On the other hand, I've been waging a ten-year battle against Bishop's Weed, a rather pretty and very—ahem—vigorous plant which has been trying to take over my entire back yard. Over the years I've tried poisoning it with glyphosate (Round-Up), I've tried smothering it under old shower curtains and several feet of leaf mulch, I've tried picking it and pulling it and digging it up bit by bit, but however fast I worked at its destruction, it could grow even faster.
At some point I discovered that Bishop's Weed, too, is edible, having started cultivated life as a pot herb in England. This didn't surprise me since it has an astringent fragrance which would be not unpleasant under normal circumstances. However, when I steamed some up for dinner, I learned that the hours I had spent crouched in the yard, scrabbling in the dirt to remove every shred of root of this despised plant, had conceived a hatred in me so intense that I couldn't bring myself to eat it, however humiliating it might have been for my enemy.
This story has a happy ending, sort of. After our house was raised and our yard was razed, the Bishop's Weed has been greatly reduced, so that now all I have to do is stay vigilant and keep my trigger finger on the Round-Up, and victory is in sight.

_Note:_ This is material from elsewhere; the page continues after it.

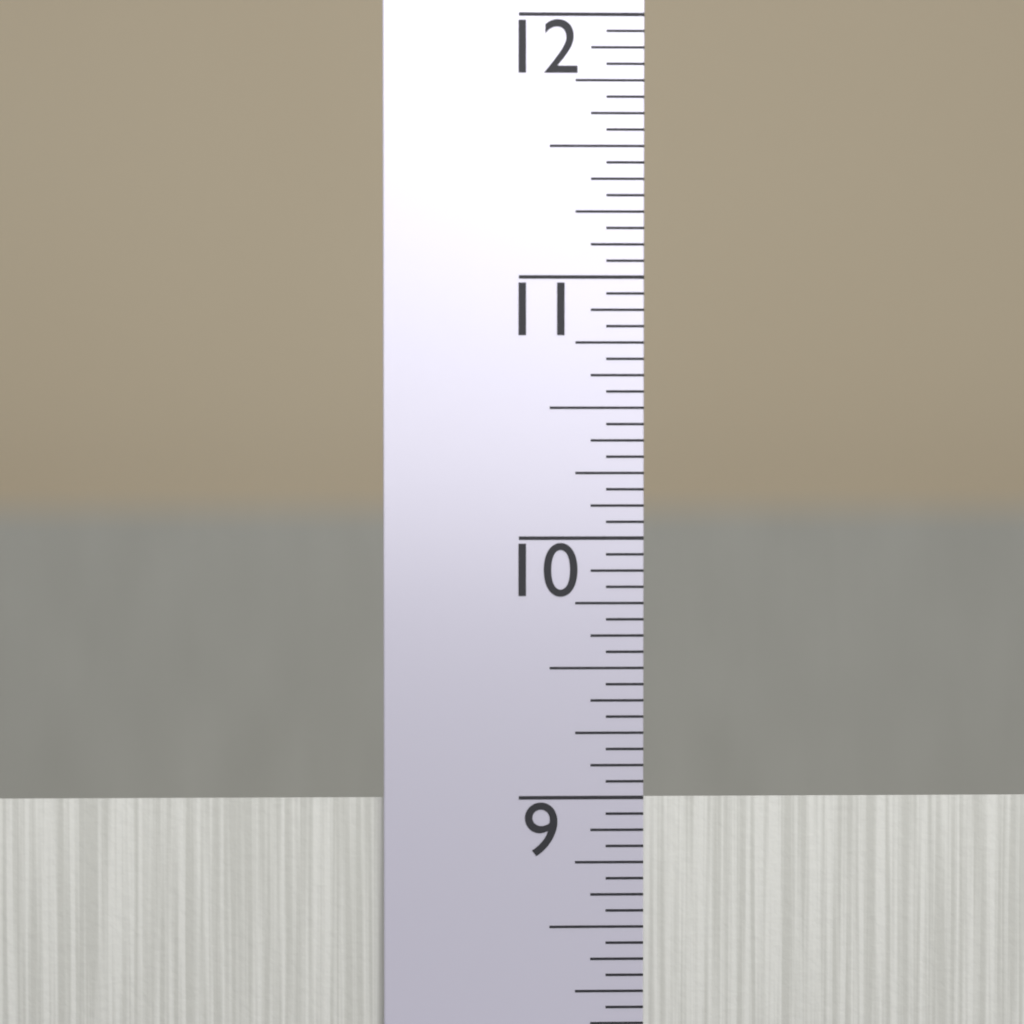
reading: 9.0000 in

"victory is in sight" -- as long as your neighbors don't have any.... :-/
We had a thicket of bishop's weed around our garage, which was considerably decimated when our garage was razed. I should get out there and hoe down what's left. Not that we don't have another thicket of it elsewhere in the yard.
Sigh.
The only remaining blooming garlic mustard is pretty inaccessible. I need to suit up in something thorn resistant and yank it out.
And then hoe down this year's sprouts..........
Posted by: Vicki in MIchigan | May 06, 2007 at 11:11 AM
We sell a little cookbook in the Botanical Gardens gift shop called "From Pest to Pesto" with a signature recipe for making pesto from garlic mustard. Maybe that would be a good birthday present for you!